Gal Costa – Índia

138,00 lei

Label: Mr Bongo – MRBLP149, Philips – 6349.077
Format: Vinyl, LP, Album, Reissue, Remastered, Gatefold
Country: UK
Released: 4 Aug 2017
Genre: Latin, Funk / Soul
Style: MPB, Psychedelic

Out of stock

With 1973’s Índia, the samba singer Gal Costa cemented her status as one of Brazil’s biggest and most defiant stars, collaborating with Caetano Veloso and Gilberto Gil in the process.
Brazilian samba singer Maria da Graça Costa Penna Burgos’ career began in 1965 and took off as the decade went on. While she released her first single as Maria Da Graça, she soon shortened her name further to Gal Costa, and found herself working with a vibrant new generation of singer-songwriters in her country, like Gilberto Gil, Caetano Veloso, and his sister Maria Bethânia. She recorded an album of breezy bossa nova duets with Veloso in 1967, which served as both of their debut albums.

Soon after, Costa became a part of the revolutionary musical movement known as Tropicália. And by 1969, Gal was one of the most potent and popular voices in that group, scoring nationwide hits like “Divino, Maravilhoso” and “Não Identificado” while also pushing her sound to the extremes of psychedelic rock. (See the second album she released that year, Gal, for a dose of some of the era’s wildest sound.) As Caetano Veloso put it in his memoir Tropical Truth, Costa’s voice transformed from soft and dulcet to “incorporating vocal sounds that included both Janis Joplin’s grunts and the cries of James Brown.”

But by the early years of the 1970s, Tropicália as a movement was extinguished, as Costa’s key collaborators Gil and Veloso were first imprisoned and then exiled to England until 1972. Despite that, Costa’s star was ascendant—so much so that, across from her Rio home, a stretch of beach where the hippies hung out to smoke weed was deemed “Gal’s dune.” Costa’s 1973 album Índia cemented her status as one of Brazil’s biggest and most defiant stars, from its government-banned cover image to its closing cover of the standard “Desafinado.” With it, Costa paid tribute to her country’s musical heritage while also bravely forging ahead in the post-tropicalismo era, one increasingly repressed by the military regime running the country.

Índia finds Costa drawing upon her past and pushing deeper into Brazilian mainstream pop (often shortened to MPB). Gil served as musical director and guitarist, while Veloso penned two songs. The show-stopping title track—arranged by Rogério Duprat, the “George Martin” of Tropicália—reveals an orchestral lushness not heard since Costa’s 1967 debut. Costa’s voice moves from a simmering murmur entwining with woodwinds to an impassioned cry at the soaring refrain. As penned by José Asunción Flores and Manuel Ortiz Guerreiro, the song was originally written from a male perspective. But in covering it, Costa keeps the feminine pronoun intact, singing “India of brown skin, with her little mouth I want to kiss.” Later that year, she shared a kiss onstage with fellow MPB superstar Maria Bethânia, a moment that author Rudi Bleys wrote in Images of Ambiente: Homotextuality and Latin American Art, 1810-today, “paved the way for a lesbian coming-out in music.”

That Costa was emboldened in the face of repression is evident from the very cover of the album. Censored by the authorities of the Brazilian military regime soon after its release and instead housed in a plain blue sleeve, Índia’s cover may no longer shock, but it still startles. In the intervening decades of empowered female pop stars—from Millie Jackson to Madonna, Lil’ Kim to Rihanna—has any one of them baldly put their bikini-clad camel toe front and center on an album as Costa did back in 1973?

“Milho Verde” updates a Portuguese folk song with a battery of Brazilian hand percussion and multiple layers of Costa’s voice. Her strange juxtaposing of vocals comes over as akin to Veloso’s own abstract sound poetry album Araçá Azul from the same year. Veloso himself contributes the slinking ballad “Da Maior Importância” and bandoneon-bounce of “Relance” and also recommended the eloquent “Volta” by early 20th-century composer Lupicínio Rodrigues to Costa (he himself would cover the song as a single two years later). The funk vamp “Pontos De Luz,” arranged by Brazilian composer Arthur Verocai, will no doubt sound familiar to beatheads—it was sampled by the likes of Madlib, and its snaking beat helped a robot learn to boogie on Kaytranada’s “Lite Spots.” Índia ends with a nimble take on Tom Jobim’s classic “Desafinado,” Costa’s voice a perfect vessel for the bossa nova standard.

The rest of the album perhaps doesn’t push boundaries like the cover photo and title track, but after the outrageous psychedelia of albums like 1969’s Gal, where else could she go? Instead, Índia revealed Costa to be an elegant interpreter of others’ songs, a trajectory that has subsequently made her a superstar in her home country. It shows that a former tropicalista like Costa could do more than just shock and astound; she could also seduce.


Repeat the records below exactly from the line containing "Image is 868x488 pixels." to the line containing "Image is 644x201 pixels.", taking in both of those lines. Drop the pictures.

Web page and app entries

=====

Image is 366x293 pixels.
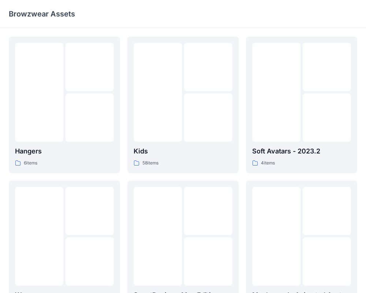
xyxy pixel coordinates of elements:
p: Hangers [15,146,114,156]
p: 58 items [142,159,158,167]
p: Browzwear Assets [9,9,75,19]
p: Kids [134,146,232,156]
a: Soft Avatars - 2023.24items [246,37,357,173]
p: Soft Avatars - 2023.2 [252,146,351,156]
a: Kids58items [127,37,239,173]
a: Hangers6items [9,37,120,173]
p: 6 items [24,159,37,167]
p: 4 items [261,159,275,167]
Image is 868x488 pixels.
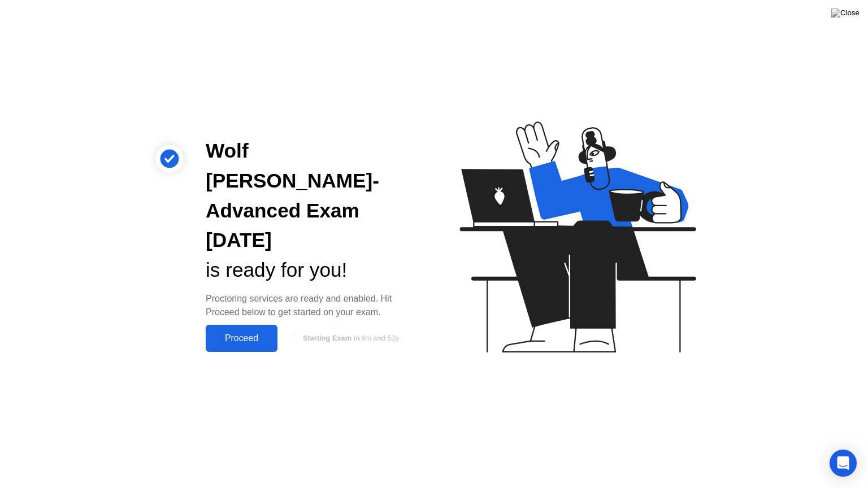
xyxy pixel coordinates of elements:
span: 9m and 53s [361,334,399,342]
div: Wolf [PERSON_NAME]- Advanced Exam [DATE] [206,136,416,256]
div: is ready for you! [206,256,416,286]
div: Proceed [209,333,274,344]
button: Proceed [206,325,277,352]
div: Proctoring services are ready and enabled. Hit Proceed below to get started on your exam. [206,292,416,319]
img: Close [832,8,860,18]
button: Starting Exam in9m and 53s [283,328,416,349]
div: Open Intercom Messenger [830,450,857,477]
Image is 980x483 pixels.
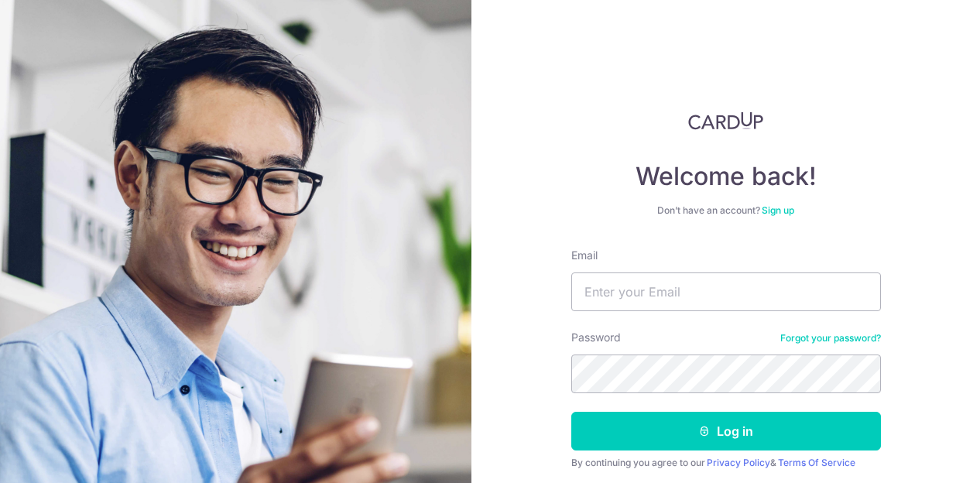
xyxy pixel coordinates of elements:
[571,412,881,451] button: Log in
[707,457,771,469] a: Privacy Policy
[778,457,855,469] a: Terms Of Service
[688,111,764,130] img: CardUp Logo
[571,330,621,345] label: Password
[762,205,794,216] a: Sign up
[571,205,881,217] div: Don’t have an account?
[571,273,881,311] input: Enter your Email
[571,457,881,470] div: By continuing you agree to our &
[571,247,597,263] label: Email
[780,332,881,345] a: Forgot your password?
[571,161,881,192] h4: Welcome back!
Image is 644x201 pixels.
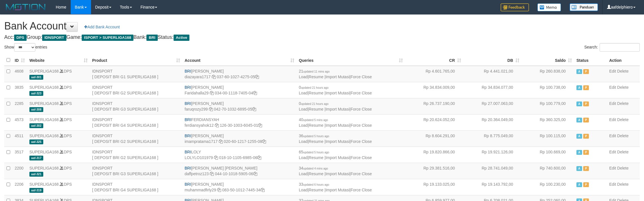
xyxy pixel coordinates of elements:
[609,69,616,74] a: Edit
[13,162,27,179] td: 2200
[299,133,372,144] span: | | |
[184,91,208,95] a: Faridahalla29
[90,55,183,66] th: Product: activate to sort column ascending
[299,85,372,95] span: | | |
[463,130,522,147] td: Rp 8.775.049,00
[405,179,463,195] td: Rp 19.133.025,00
[577,118,582,123] span: Active
[184,101,191,106] span: BRI
[308,107,324,111] a: Resume
[609,150,616,154] a: Edit
[303,167,328,170] span: updated 4 mins ago
[308,155,324,160] a: Resume
[90,114,183,130] td: IDNSPORT [ DEPOSIT BRI G4 SUPERLIGA168 ]
[299,69,372,79] span: | | |
[299,165,328,170] span: 34
[351,139,372,144] a: Force Close
[463,55,522,66] th: DB: activate to sort column ascending
[184,85,191,89] span: BRI
[90,130,183,147] td: IDNSPORT [ DEPOSIT BRI G2 SUPERLIGA168 ]
[463,179,522,195] td: Rp 19.143.792,00
[522,162,574,179] td: Rp 740.600,00
[351,107,372,111] a: Force Close
[184,69,191,74] span: BRI
[183,55,296,66] th: Account: activate to sort column ascending
[577,101,582,106] span: Active
[299,69,330,74] span: 21
[617,85,628,89] a: Delete
[219,139,223,144] a: Copy imampratama1717 to clipboard
[30,182,59,187] a: SUPERLIGA168
[299,150,329,154] span: 65
[299,74,308,79] a: Load
[325,123,349,127] a: Import Mutasi
[617,182,628,187] a: Delete
[184,182,191,187] span: BRI
[90,147,183,162] td: IDNSPORT [ DEPOSIT BRI G2 SUPERLIGA168 ]
[351,188,372,192] a: Force Close
[13,55,27,66] th: ID: activate to sort column ascending
[27,162,90,179] td: DPS
[609,165,616,170] a: Edit
[405,55,463,66] th: CR: activate to sort column ascending
[617,117,628,122] a: Delete
[463,147,522,162] td: Rp 19.921.126,00
[90,82,183,98] td: IDNSPORT [ DEPOSIT BRI G2 SUPERLIGA168 ]
[30,150,59,154] a: SUPERLIGA168
[351,91,372,95] a: Force Close
[30,91,43,96] span: aaf-323
[4,34,640,40] h4: Acc: Group: Game: Bank: Status:
[609,117,616,122] a: Edit
[463,82,522,98] td: Rp 34.834.077,00
[299,182,372,192] span: | | |
[184,139,217,144] a: imampratama1717
[577,133,582,138] span: Active
[351,74,372,79] a: Force Close
[325,91,349,95] a: Import Mutasi
[583,85,589,90] span: Paused
[325,188,349,192] a: Import Mutasi
[405,162,463,179] td: Rp 29.381.516,00
[258,123,262,127] a: Copy 126301003604501 to clipboard
[146,34,157,41] span: BRI
[184,155,213,160] a: LOLYLO101979
[303,118,328,121] span: updated 5 mins ago
[27,147,90,162] td: DPS
[27,179,90,195] td: DPS
[405,98,463,114] td: Rp 26.737.190,00
[4,43,47,51] label: Show entries
[537,4,561,11] img: Button%20Memo.svg
[301,102,328,106] span: updated 21 hours ago
[583,150,589,155] span: Paused
[13,114,27,130] td: 4573
[351,123,372,127] a: Force Close
[30,156,43,161] span: aaf-317
[30,123,43,128] span: aaf-302
[253,91,257,95] a: Copy 034001118740504 to clipboard
[617,133,628,138] a: Delete
[463,162,522,179] td: Rp 28.741.049,00
[303,183,330,186] span: updated 6 hours ago
[184,133,191,138] span: BRI
[13,179,27,195] td: 2206
[183,114,296,130] td: FERDIANSYAH 126-30-1003-6045-01
[30,85,59,89] a: SUPERLIGA168
[184,117,191,122] span: BRI
[609,85,616,89] a: Edit
[27,82,90,98] td: DPS
[522,147,574,162] td: Rp 100.669,00
[522,114,574,130] td: Rp 360.325,00
[308,171,324,176] a: Resume
[27,55,90,66] th: Website: activate to sort column ascending
[299,101,328,106] span: 0
[522,179,574,195] td: Rp 100.230,00
[13,147,27,162] td: 3517
[90,179,183,195] td: IDNSPORT [ DEPOSIT BRI G4 SUPERLIGA168 ]
[13,82,27,98] td: 3835
[184,165,191,170] span: BRI
[30,188,43,193] span: aaf-319
[299,165,372,176] span: | | |
[90,162,183,179] td: IDNSPORT [ DEPOSIT BRI G3 SUPERLIGA168 ]
[583,182,589,187] span: Paused
[217,188,221,192] a: Copy muhammadfirly29 to clipboard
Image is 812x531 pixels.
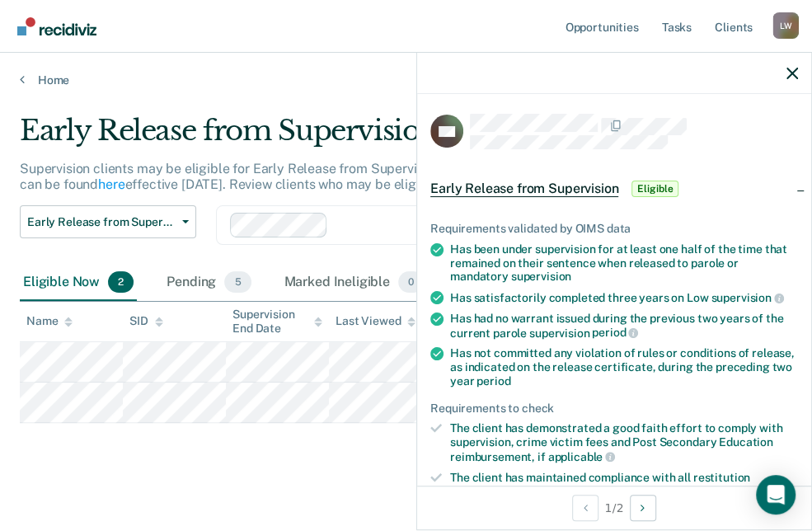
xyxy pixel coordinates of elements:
span: supervision [711,291,783,305]
span: 2 [108,271,134,293]
span: Eligible [632,181,679,197]
div: Eligible Now [20,265,137,301]
span: applicable [549,450,615,464]
div: Has satisfactorily completed three years on Low [450,290,799,305]
div: Has been under supervision for at least one half of the time that remained on their sentence when... [450,242,799,284]
div: Last Viewed [336,314,416,328]
span: Early Release from Supervision [431,181,618,197]
div: Has had no warrant issued during the previous two years of the current parole supervision [450,312,799,340]
div: Has not committed any violation of rules or conditions of release, as indicated on the release ce... [450,347,799,388]
button: Previous Opportunity [572,495,599,521]
div: Requirements validated by OIMS data [431,222,799,236]
div: Marked Ineligible [281,265,428,301]
div: Requirements to check [431,401,799,416]
a: here [98,177,125,192]
div: The client has maintained compliance with all restitution obligations for the preceding two [450,471,799,499]
div: Open Intercom Messenger [756,475,796,515]
span: period [477,374,511,388]
div: Name [26,314,72,328]
div: SID [130,314,163,328]
span: 0 [398,271,424,293]
span: Early Release from Supervision [27,215,176,229]
div: Early Release from SupervisionEligible [417,162,811,215]
button: Next Opportunity [630,495,656,521]
div: Pending [163,265,254,301]
div: The client has demonstrated a good faith effort to comply with supervision, crime victim fees and... [450,422,799,464]
div: L W [772,13,799,39]
button: Profile dropdown button [772,13,799,39]
img: Recidiviz [18,18,97,35]
div: 1 / 2 [417,486,811,529]
a: Home [20,72,793,88]
p: Supervision clients may be eligible for Early Release from Supervision if they meet certain crite... [20,161,747,192]
span: supervision [512,270,571,283]
div: Early Release from Supervision [20,114,751,161]
span: 5 [225,271,251,293]
div: Supervision End Date [232,308,322,336]
span: period [592,326,639,339]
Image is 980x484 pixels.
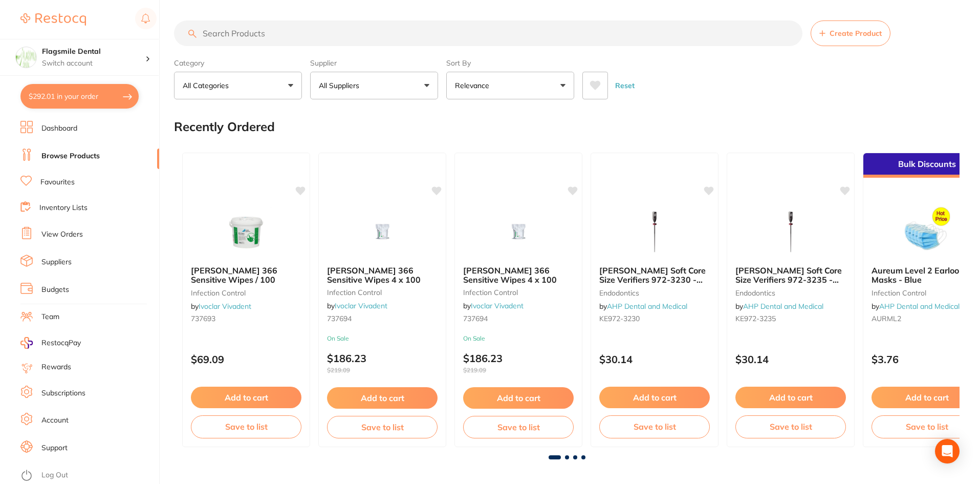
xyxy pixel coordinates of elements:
a: Rewards [42,362,71,372]
span: by [327,301,388,310]
button: All Suppliers [310,72,438,99]
b: Kerr Soft Core Size Verifiers 972-3235 - #35 - Pack of 6 [736,266,846,285]
p: $30.14 [736,353,846,365]
a: Favourites [40,177,75,187]
span: by [191,301,251,311]
button: Add to cart [599,386,710,408]
b: Durr FD 366 Sensitive Wipes 4 x 100 [463,266,574,285]
img: Kerr Soft Core Size Verifiers 972-3235 - #35 - Pack of 6 [758,206,824,258]
a: Account [42,415,68,425]
p: $186.23 [327,352,438,374]
a: Ivoclar Vivadent [335,301,388,310]
p: $186.23 [463,352,574,374]
button: Save to list [736,415,846,438]
a: Log Out [42,470,68,480]
a: Budgets [42,285,69,295]
a: Ivoclar Vivadent [471,301,523,310]
p: Switch account [42,58,145,68]
small: 737694 [327,315,438,323]
img: Flagsmile Dental [16,47,36,68]
img: Durr FD 366 Sensitive Wipes 4 x 100 [349,206,416,258]
button: Save to list [599,415,710,438]
small: infection control [327,289,438,297]
small: KE972-3235 [736,315,846,323]
img: Durr FD 366 Sensitive Wipes 4 x 100 [485,206,552,258]
img: RestocqPay [21,337,33,349]
span: by [872,301,960,311]
button: All Categories [174,72,302,99]
label: Supplier [310,58,438,68]
b: Durr FD 366 Sensitive Wipes / 100 [191,266,301,285]
h4: Flagsmile Dental [42,47,145,57]
h2: Recently Ordered [174,120,275,134]
a: Inventory Lists [39,203,88,213]
a: AHP Dental and Medical [743,301,823,311]
button: Add to cart [736,386,846,408]
small: infection control [191,289,301,297]
button: Save to list [327,416,438,438]
div: Open Intercom Messenger [935,438,960,463]
p: All Categories [183,80,233,90]
a: Suppliers [42,257,72,267]
img: Kerr Soft Core Size Verifiers 972-3230 - #30 - Pack of 6 [621,206,688,258]
small: On Sale [327,335,438,342]
p: Relevance [455,80,493,90]
small: infection control [463,289,574,297]
button: Relevance [446,72,574,99]
small: On Sale [463,335,574,342]
img: Restocq Logo [21,13,86,25]
a: Browse Products [42,151,100,161]
input: Search Products [174,21,803,46]
span: RestocqPay [42,338,81,348]
label: Category [174,58,302,68]
small: endodontics [736,289,846,297]
button: $292.01 in your order [21,84,139,108]
span: by [736,301,823,311]
button: Add to cart [463,387,574,408]
img: Aureum Level 2 Earloop Masks - Blue [894,206,961,258]
small: KE972-3230 [599,315,710,323]
span: by [463,301,523,310]
a: Subscriptions [42,388,86,398]
button: Create Product [811,21,891,46]
b: Durr FD 366 Sensitive Wipes 4 x 100 [327,266,438,285]
span: $219.09 [463,367,574,374]
b: Kerr Soft Core Size Verifiers 972-3230 - #30 - Pack of 6 [599,266,710,285]
span: $219.09 [327,367,438,374]
label: Sort By [446,58,574,68]
a: Support [42,442,68,453]
button: Save to list [191,415,301,438]
a: Restocq Logo [21,7,86,31]
a: RestocqPay [21,337,81,349]
a: Dashboard [42,123,77,134]
a: View Orders [42,230,83,240]
button: Reset [612,72,638,99]
small: 737693 [191,315,301,323]
span: Create Product [830,29,882,37]
a: AHP Dental and Medical [880,301,960,311]
button: Log Out [21,467,156,484]
span: by [599,301,687,311]
img: Durr FD 366 Sensitive Wipes / 100 [213,206,280,258]
a: AHP Dental and Medical [607,301,687,311]
a: Team [42,312,60,322]
button: Add to cart [191,386,301,408]
small: 737694 [463,315,574,323]
a: Ivoclar Vivadent [199,301,251,311]
p: $30.14 [599,353,710,365]
p: $69.09 [191,353,301,365]
p: All Suppliers [319,80,363,90]
button: Add to cart [327,387,438,408]
small: endodontics [599,289,710,297]
button: Save to list [463,416,574,438]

=====

### WRITTEN REPLY
Image is 868x488 pixels.
xyxy pixel coordinates of elements:
span: 9m and 53s [361,334,399,342]
div: Wolf [PERSON_NAME]- Advanced Exam [DATE] [206,136,416,256]
div: is ready for you! [206,256,416,286]
div: Proceed [209,333,274,344]
button: Proceed [206,325,277,352]
div: Proctoring services are ready and enabled. Hit Proceed below to get started on your exam. [206,292,416,319]
img: Close [832,8,860,18]
button: Starting Exam in9m and 53s [283,328,416,349]
div: Open Intercom Messenger [830,450,857,477]
Image is 980x483 pixels.
xyxy pixel coordinates of elements:
[571,412,881,451] button: Log in
[707,457,771,469] a: Privacy Policy
[778,457,855,469] a: Terms Of Service
[688,111,764,130] img: CardUp Logo
[571,330,621,345] label: Password
[762,205,794,216] a: Sign up
[571,205,881,217] div: Don’t have an account?
[571,273,881,311] input: Enter your Email
[571,457,881,470] div: By continuing you agree to our &
[571,247,597,263] label: Email
[780,332,881,345] a: Forgot your password?
[571,161,881,192] h4: Welcome back!
Image is 644x201 pixels.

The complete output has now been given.